LIGO found out another G wave

Technically they probably are, but the amount of energy released from those events is so tiny that it's practically undetectable. It took two black holes colliding to release a signal strong enough for LIGO to detect- read up on LIGO's sensitivity to get an idea of how weak the signal really is.

If you draw two sphere at the centers of two LIGO detectors, won't they intersect at a circle?

So again, how do you pinpoint he origin of the wave?

It's not just timing. They also have information from the phase an the amplitude of the signal.

No. LISA a proposed space based detector from the European Space Agency will detect supermassive black hole binaries and collisions (as well as other things) to constrain galaxy formation, cosmology and gravitational physics. These events are though to be quite rare however but not destructive.

The power of gravitational waves emitted by the Earth-Sun system is the same as a typical lightbulb, 10's of watts. It's tiny and it's very long wavelength. To have something detectable with LIGO it needs to be ten's to hundreds of hertz and have a huge amount of mass moving.

They aren't unobservable then are they?

>It's not just timing. They also have information from the phase an the amplitude of the signal.
I have no idea how that stuff works. What's a good book/course reference for this?

>how do they know the masses of two black holes that are colliding?

The relative masses change the shape of the waveform before the collision.

>The power of gravitational waves emitted by the Earth-Sun system is the same as a typical lightbulb, 10's of watts. It's tiny and it's very long wavelength. To have something detectable with LIGO it needs to be ten's to hundreds of hertz and have a huge amount of mass moving.

Why? How does that correlate to the massive gravity of the Earth and the Sun? Those tiny waves somehow exert forces multiple orders of magnitude above their size?

The only book I've really ever glanced at on the topic is Saulson, Fundamentals of interferometric gravitational wave detectors. I can't say I've read it, I've only really done GWs from a theoretical perspective with Schutz A First Course in General Relativity, it's a good book but not light reading.

Most of what I know is from undergrad, I went to a LIGO heavy department.

Gravitational waves do not mediate gravity in GR. They are special solutions to GR. A massive body in uniform motion for example generates no gravitational waves. It still has a gravitational field though. No changing quadrapolar moment, no gravitational waves.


> [WHAT IS BEING ASKED]:
Nothing but the lines from the one with "This screenshot has height=304, width=609." through the end of the records may appear in the answer, each reproduced exactly, pictures omitted.

*-*-*

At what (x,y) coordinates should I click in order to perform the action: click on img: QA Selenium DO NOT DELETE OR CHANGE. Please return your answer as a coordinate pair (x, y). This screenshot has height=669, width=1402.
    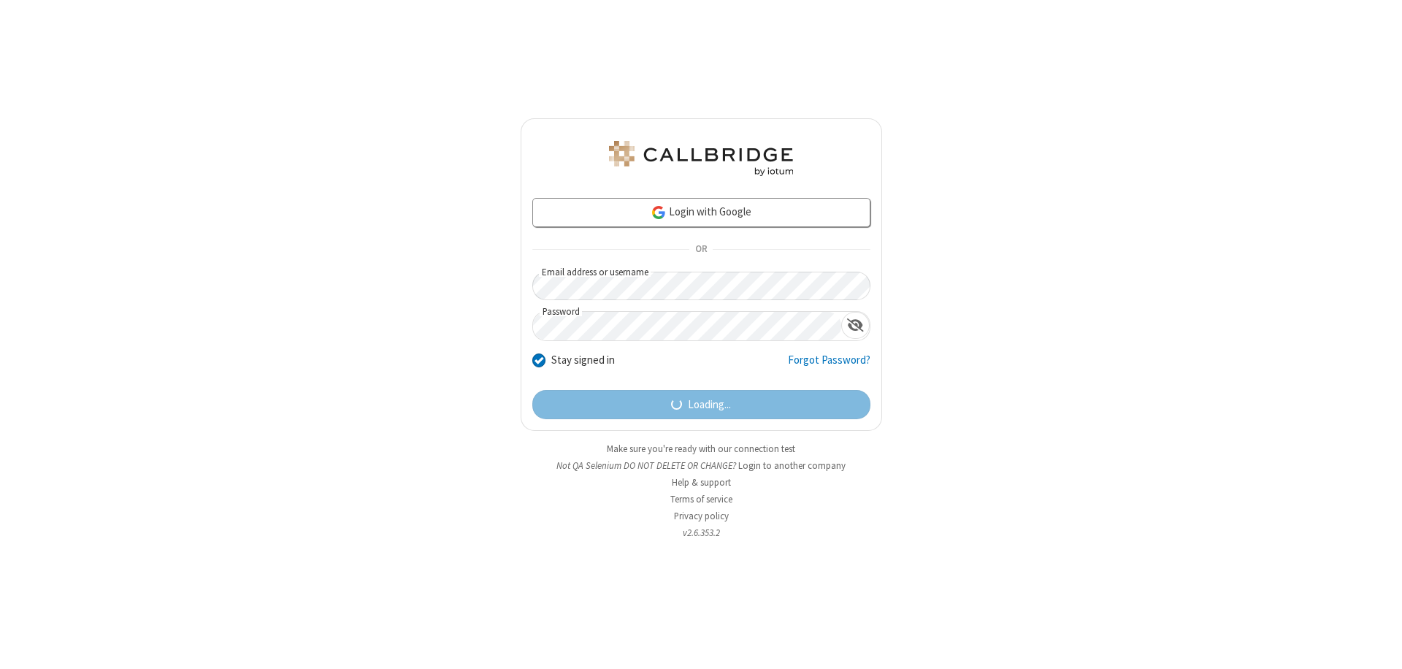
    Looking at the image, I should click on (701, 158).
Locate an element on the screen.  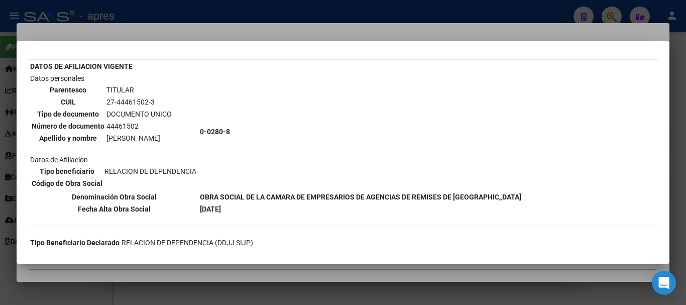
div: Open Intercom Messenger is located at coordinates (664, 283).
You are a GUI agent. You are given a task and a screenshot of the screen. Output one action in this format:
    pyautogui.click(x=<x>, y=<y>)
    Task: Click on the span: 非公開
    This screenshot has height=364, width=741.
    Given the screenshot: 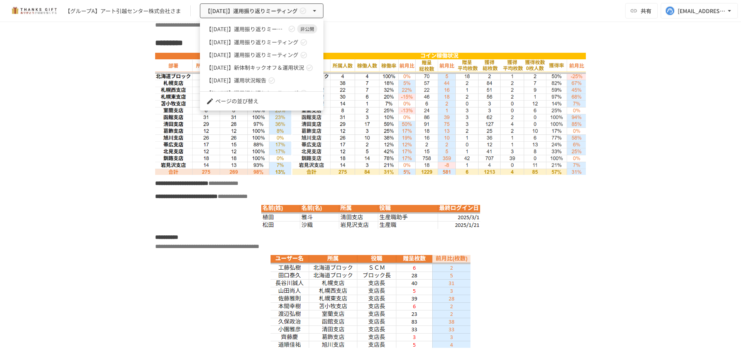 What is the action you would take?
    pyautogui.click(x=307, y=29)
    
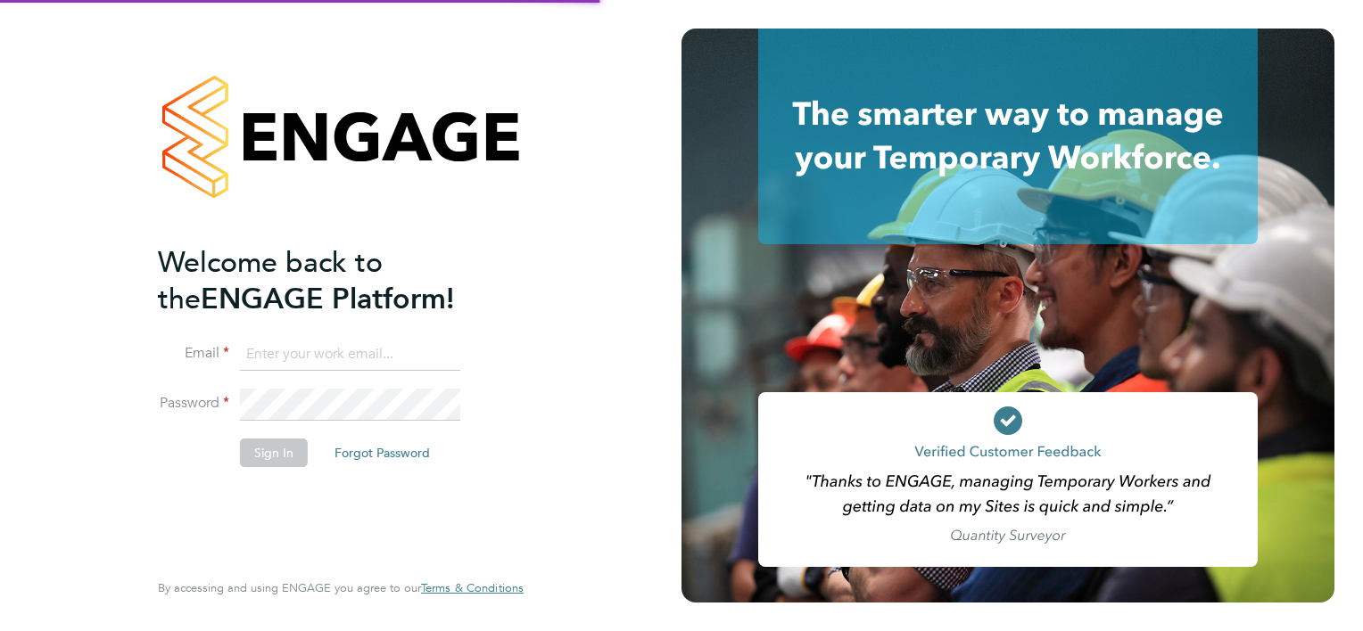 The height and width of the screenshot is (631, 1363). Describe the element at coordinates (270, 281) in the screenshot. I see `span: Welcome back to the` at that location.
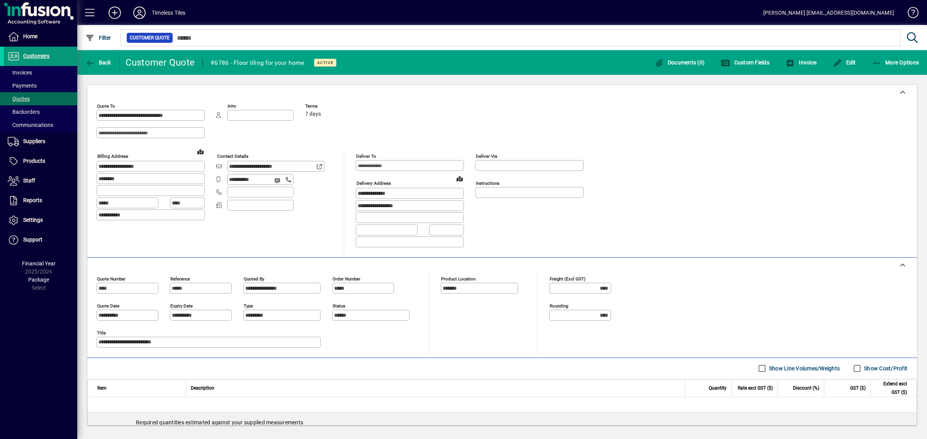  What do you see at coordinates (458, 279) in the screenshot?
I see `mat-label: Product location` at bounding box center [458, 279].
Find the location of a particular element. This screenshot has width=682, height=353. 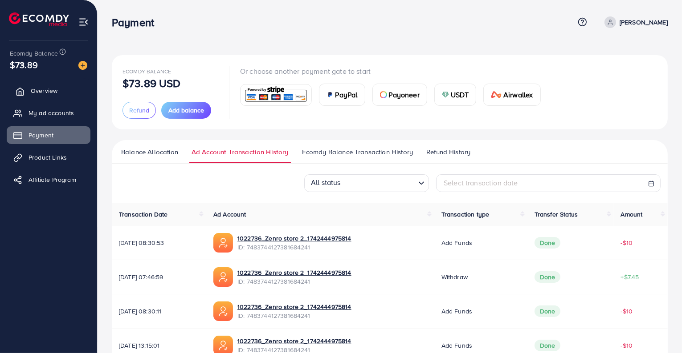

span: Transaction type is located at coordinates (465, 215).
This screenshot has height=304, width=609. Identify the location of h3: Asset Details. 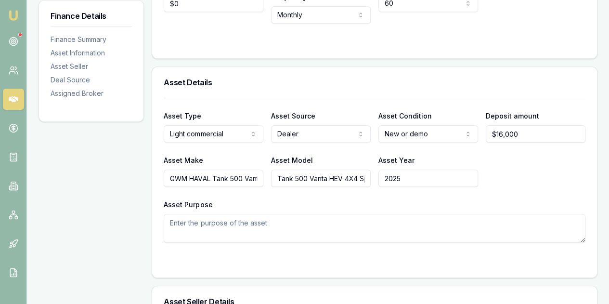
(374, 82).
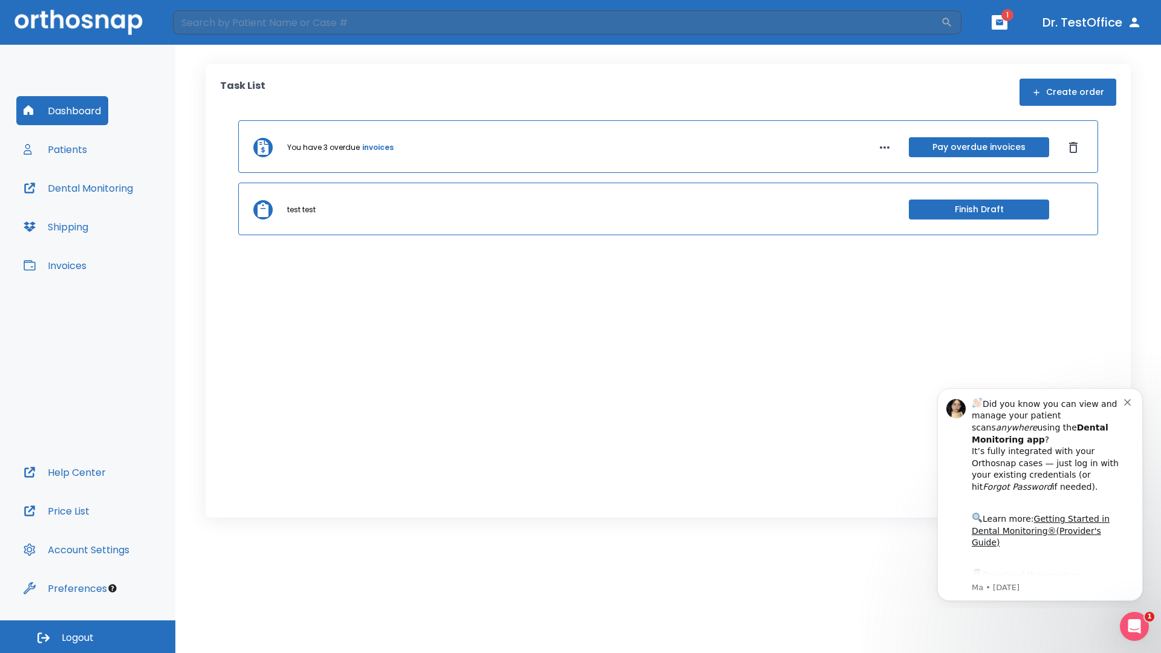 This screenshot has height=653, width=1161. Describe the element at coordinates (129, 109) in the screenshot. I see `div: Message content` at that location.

*-*-*

> [ANSWER SECTION]:
This screenshot has height=304, width=609. Identify the location of h3: Asset Details. 
(374, 82).
 This screenshot has height=653, width=1161. Describe the element at coordinates (129, 109) in the screenshot. I see `div: Message content` at that location.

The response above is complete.